Configuration Reference

FieldDescription
Server NameDisplay name shown in the dashboard and agent configuration
Server URLThe HTTPS endpoint VoiceInfra calls when invoking a tool
TimeoutMaximum wait time for a server response (1–600 seconds; default 5s)
Auth HeadersCustom HTTP headers (e.g., Authorization, X-API-Key) sent with every request — stored encrypted
DescriptionOptional notes visible only to workspace admins
Set a conservative timeout (5–15 seconds) for most APIs to avoid pausing the conversation noticeably. Use a higher timeout only for slow internal systems, and consider setting those tools to async mode.
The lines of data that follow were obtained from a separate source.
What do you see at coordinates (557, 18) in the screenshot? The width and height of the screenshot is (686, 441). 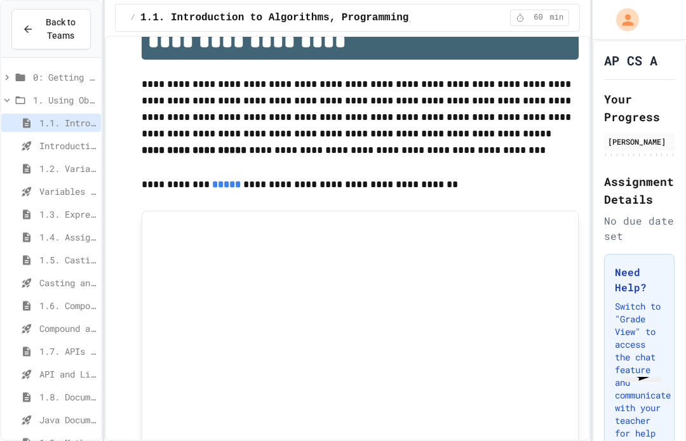 I see `span: min` at bounding box center [557, 18].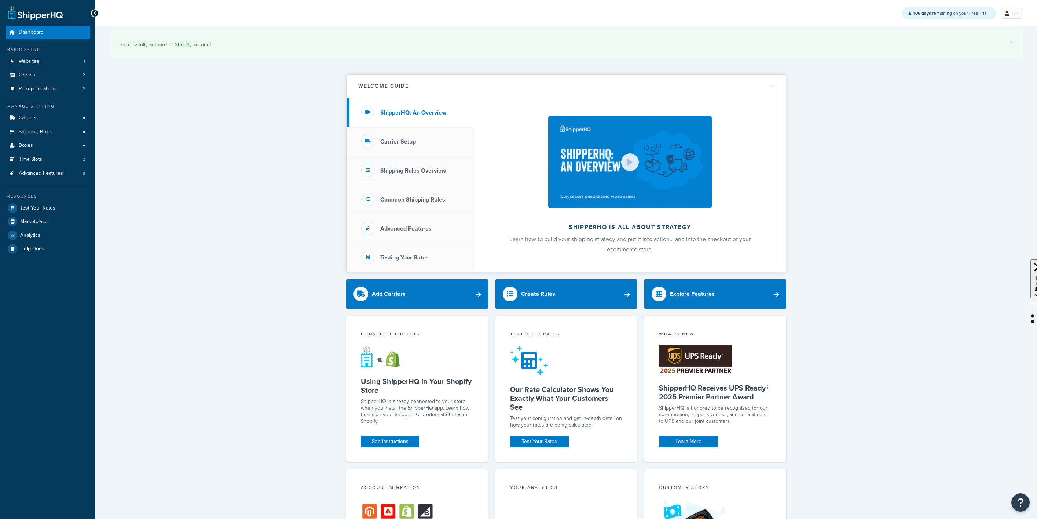 The height and width of the screenshot is (519, 1037). What do you see at coordinates (48, 235) in the screenshot?
I see `a: Analytics` at bounding box center [48, 235]. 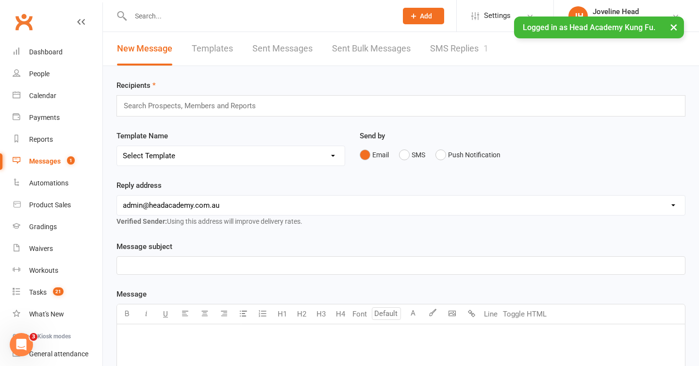 What do you see at coordinates (47, 314) in the screenshot?
I see `div: What's New` at bounding box center [47, 314].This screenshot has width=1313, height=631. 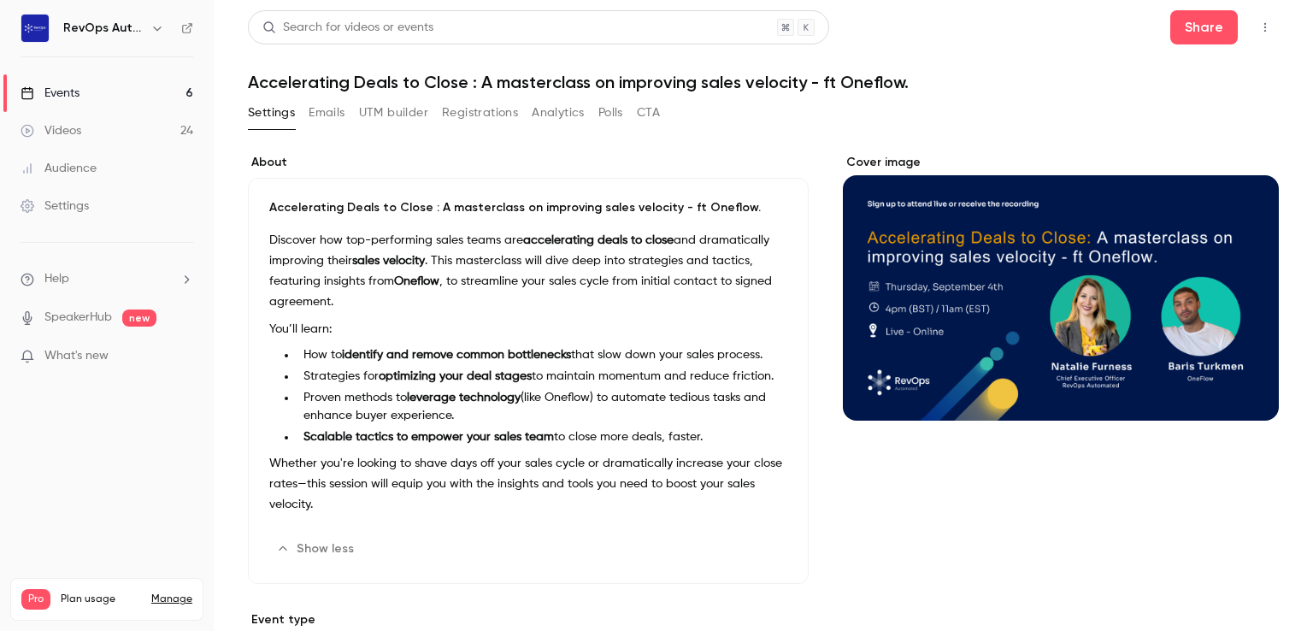 I want to click on div: Events, so click(x=50, y=93).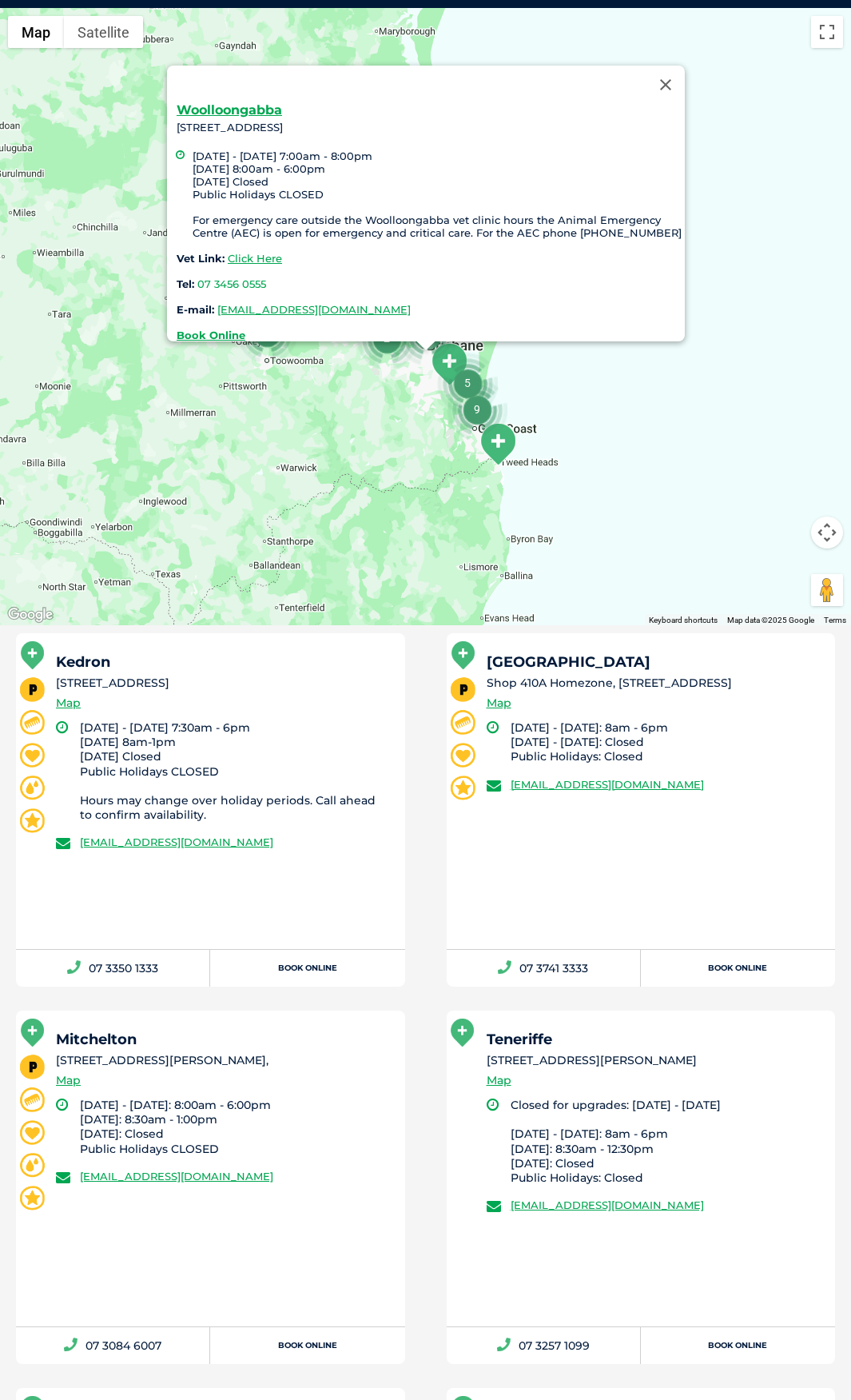 The height and width of the screenshot is (1400, 851). What do you see at coordinates (211, 335) in the screenshot?
I see `strong: Book Online` at bounding box center [211, 335]. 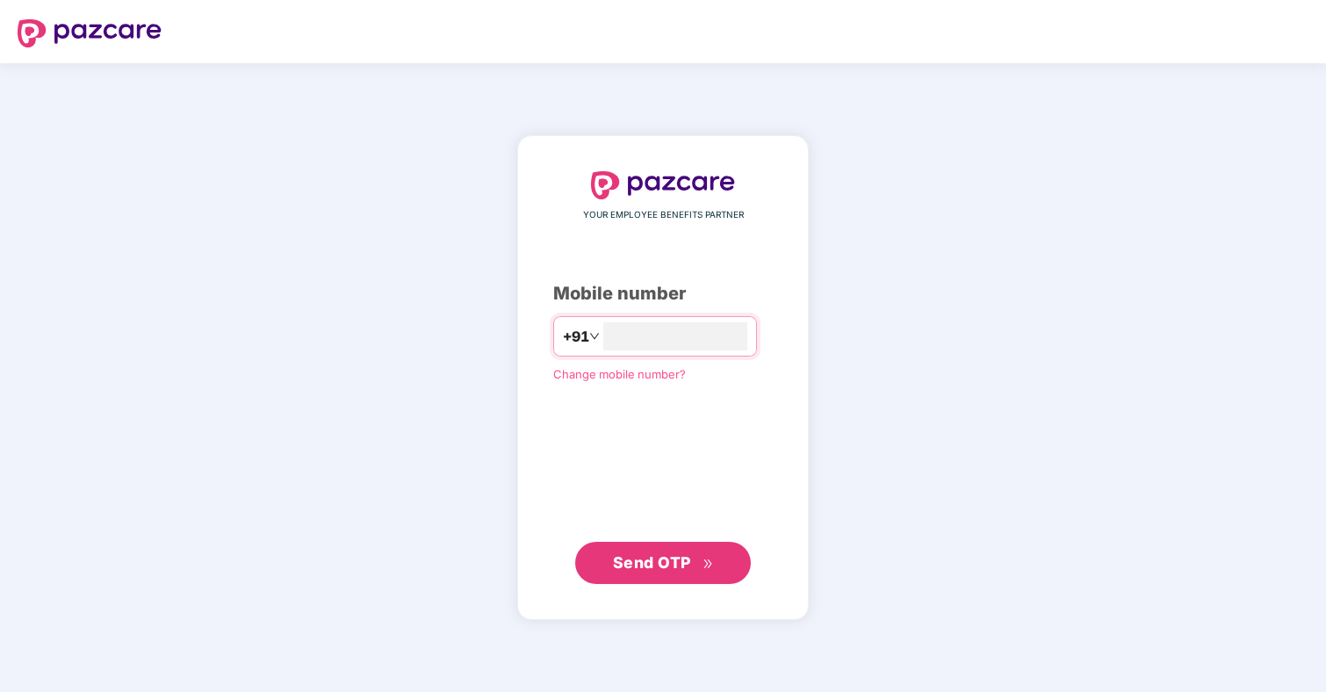 What do you see at coordinates (619, 374) in the screenshot?
I see `span: Change mobile number?` at bounding box center [619, 374]. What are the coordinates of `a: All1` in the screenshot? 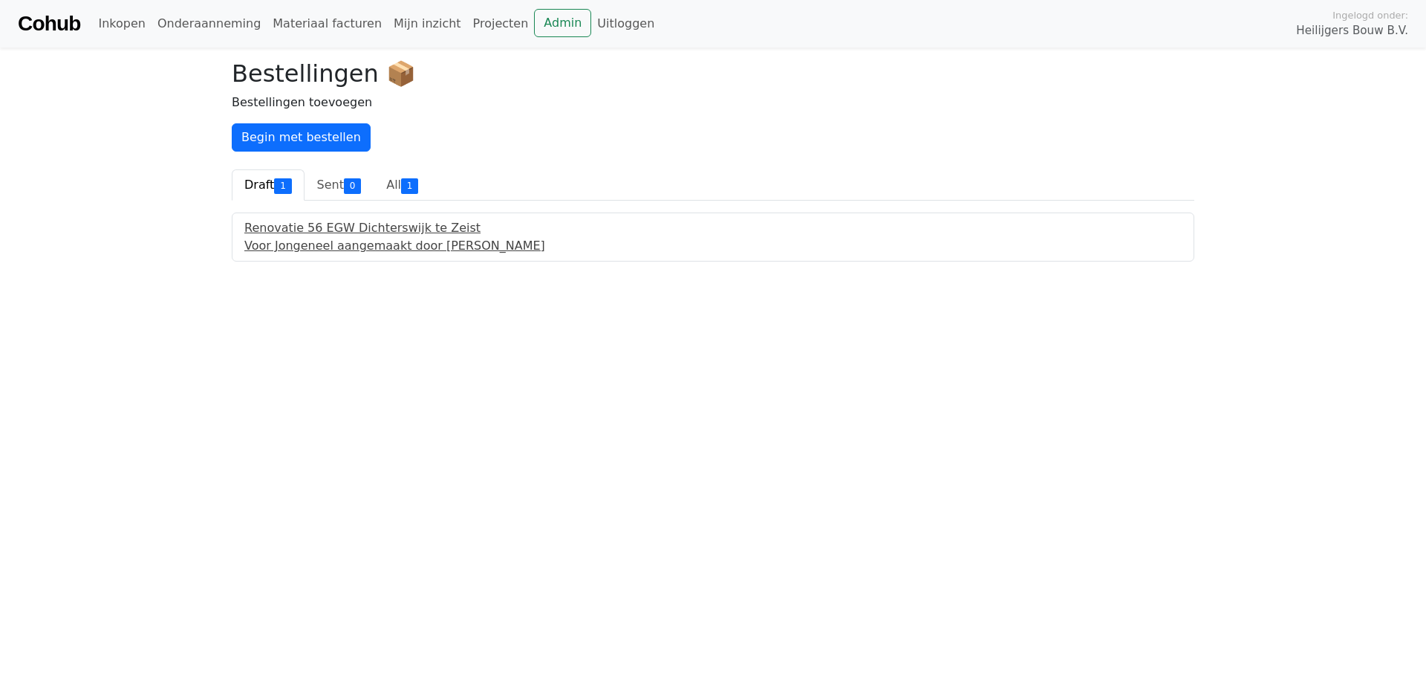 It's located at (402, 185).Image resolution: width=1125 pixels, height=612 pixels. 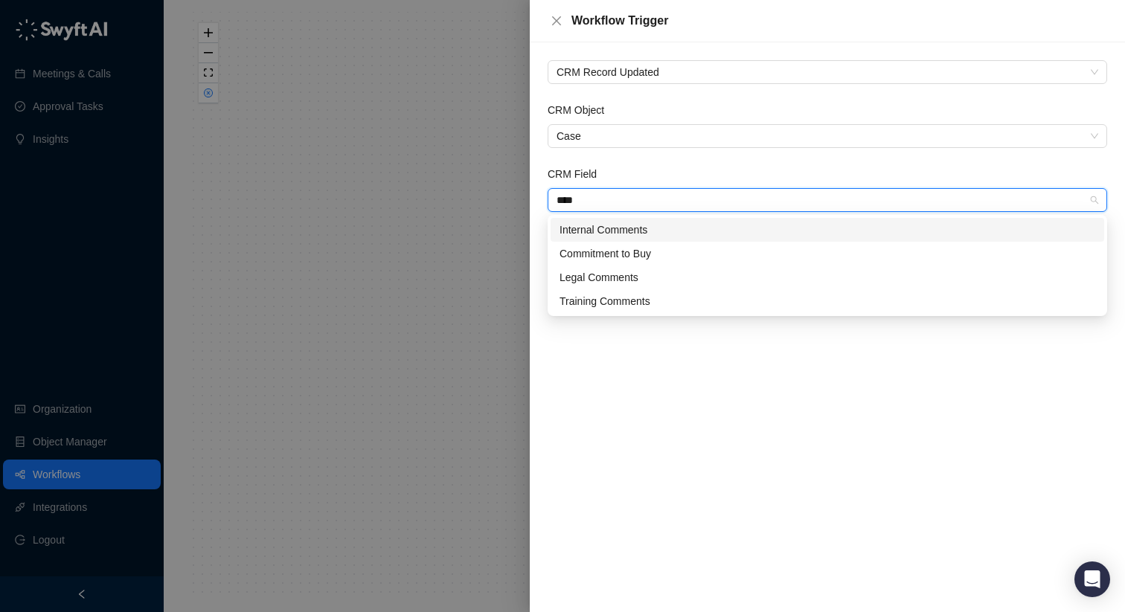 What do you see at coordinates (577, 174) in the screenshot?
I see `label: CRM Field` at bounding box center [577, 174].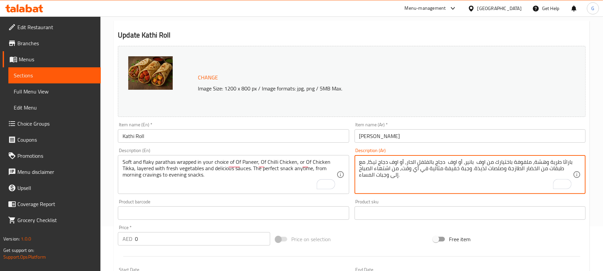 The width and height of the screenshot is (603, 271). What do you see at coordinates (150, 73) in the screenshot?
I see `img: mmw_638921213224638298` at bounding box center [150, 73].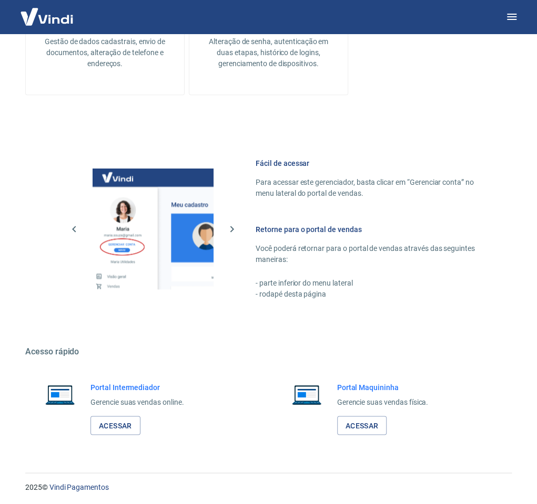 Image resolution: width=537 pixels, height=504 pixels. Describe the element at coordinates (105, 53) in the screenshot. I see `p: Gestão de dados cadastrais, envio de documentos, alteração de telefone e endereços.` at that location.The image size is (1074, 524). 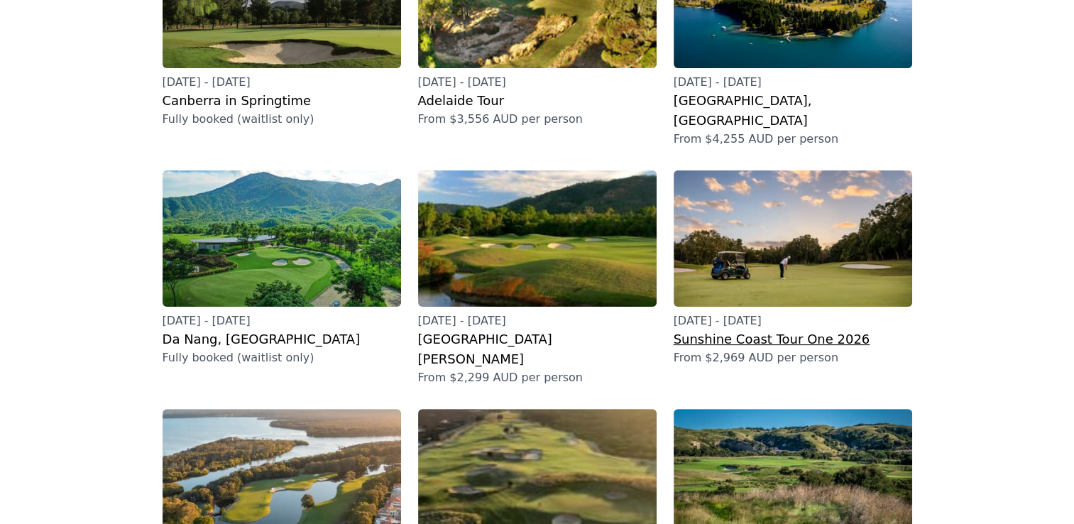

Pre-Built MCP Integrations

You don’t need to build your own MCP server to get started. Many popular platforms already offer hosted MCP servers you can connect with just a URL and an API key:
  • Pipedream — offers a hosted MCP server that gives your agents access to 2,800+ connected apps. Connect Pipedream workflows as callable tools with zero infrastructure to manage.
  • Zapier — supports MCP-compatible connections for agent tool use
  • n8n — can expose workflows as MCP tools from a self-hosted instance
For custom internal APIs, build a lightweight MCP server wrapper in front of your existing endpoints. Any language or framework works — all VoiceInfra requires is an HTTPS endpoint.

Security

  • Headers encrypted at rest — authentication headers are encrypted before being stored; they are only sent to your specified MCP server URL
  • Encrypted in transit — all API communications between VoiceInfra and your MCP server use HTTPS/TLS
  • No header exposure — headers are never shown in delivery logs, error messages, or the dashboard after saving
  • Admin-only configuration — only workspace owners and admins can add, edit, or delete MCP servers

Frequently Asked Questions

No. Many tools — including Pipedream, Zapier, and others — offer hosted MCP servers you can connect immediately. If you have an existing REST API, you can also wrap it with a thin MCP adapter rather than building from scratch.
There is no strict limit. Add as many servers as your use cases require. Manage all of them from the MCP Servers dashboard under Settings.
VoiceInfra handles failures gracefully. The agent waits for the configured timeout, then responds appropriately — informing the caller, retrying the request, or escalating to a human agent depending on your configuration. The call does not drop.
Yes. MCP is provider-agnostic. It works with all five LLM providers supported by VoiceInfra: OpenAI, Anthropic, Google Gemini, Groq, and Mistral.
Most well-optimized APIs respond in under 500ms, which is imperceptible to the caller. Configure a higher timeout for slower internal systems. For fire-and-forget operations that don’t need to return a result, consider using an async custom function instead.
Yes. Edit the MCP server configuration at any time from the MCP Servers dashboard. New headers take effect immediately for all subsequent requests.